WEDNESDAY, JUNE 6, 1992
Reuters news wire
Lorrie
Grant
Reuters
NEW YORK
Global Warming, a term usually associated with the environment, has been redefined and its new meaning literally played out on a New York concert stage.
The spirited orchestral work is entitled Global Warming, to reflect not only environmental concerns being aired at the Earth Summit in Brazil but also the recent liberalization in former communist regimes that fostered better world relations.
The opening section of the piece reflects the traditional idea of global warming - depletion of the ozone layer that shields living things from harmful ultraviolet radiation. An anguished violin solo is used to depict a vast desert and relentless heat punctuated only by the buzzing of cicadas.

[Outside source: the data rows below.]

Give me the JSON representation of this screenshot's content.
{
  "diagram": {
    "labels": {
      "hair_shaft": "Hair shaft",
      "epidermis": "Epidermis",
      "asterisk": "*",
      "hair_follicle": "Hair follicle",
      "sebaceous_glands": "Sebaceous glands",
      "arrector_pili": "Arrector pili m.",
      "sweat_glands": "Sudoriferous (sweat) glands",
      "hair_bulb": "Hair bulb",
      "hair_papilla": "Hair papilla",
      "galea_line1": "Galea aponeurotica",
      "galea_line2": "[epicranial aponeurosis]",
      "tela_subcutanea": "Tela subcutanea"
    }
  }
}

"The concept of 'global warming' representing both the hot dry weather common to Arizona and the improving warm relations between cultures became the catalyst through which I could unite these varying ides," composer Michael Abels said.
"Global Warming was conceived in the particularly hot and dry summer of 1989, when many of the major international political realignments were just beginning," Abels, a 1992 recipient of the prestigious ASCAP Foundation Grants to Young Composers, told Reuters.

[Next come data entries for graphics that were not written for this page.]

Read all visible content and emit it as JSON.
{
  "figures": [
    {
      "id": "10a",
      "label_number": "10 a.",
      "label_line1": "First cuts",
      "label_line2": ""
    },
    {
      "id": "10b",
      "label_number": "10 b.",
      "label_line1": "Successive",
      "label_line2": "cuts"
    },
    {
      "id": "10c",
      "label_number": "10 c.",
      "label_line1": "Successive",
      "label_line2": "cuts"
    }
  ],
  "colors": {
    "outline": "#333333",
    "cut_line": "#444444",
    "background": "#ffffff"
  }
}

That was the year when East Germany opened the Berlin Wall; pro-democracy movements erupted in Poland, Hungary and the Soviet Union; strife broke out in China as student protesters in Tiananmen Square called for political reforms, and the United Nations cleared the obstacles blocking Namibia's independence from South Africa.
"Many folk cultures have music that is readily identifiable in their unique melody and rhythm… I chose melodies that sound similar to these cultures," Abels said.
He said the second section of Global Warming uses those sounds, which give way to a Middle Eastern melody that also includes a call and response familiar to African cultures before gradually changing to many counter-melodies and forming a cacophonus, yet harmonious, world village.
The piece comes full circle by revisiting the opening desert scene so the listener can "decide which image may more accurately reflect the future," said Abels, who is also the arranger for the annual "Celebrating the Black Artist," program for the Phoenix Symphony.
Abels does computer-aided drafting for an architectural firm and said he plans to translate his work experiences into music as well.
"Music is the architecture of sound in time whereas architecture is the music of form in space," he said.
Abels, 30, earned a bachelor of music degree from the University of Southern California and has written compositions for commercials and for legendary gospel songwriter James Cleveland. He said he had adapted his ear for culturally diverse music without leaving the country.
"Living in Los Angeles has meant that I've been able to learn about music from around the world simply by opening the window. My neighbors are immigrants from every corner of the world," he said.
"My ideas for writing a piece have nothing to do with music but how (the idea) can be explored musically," he said.
USC music instructor James Hopkins also links his former student's talent to his ideas.
"In studying composition you cannot teach ideas. Either you have original thoughts or not. You can teach how to deal with those ideas through technique," Hopkins said.
If the New York audience's rousing applause is a gauge, that technique worked with Global Warming.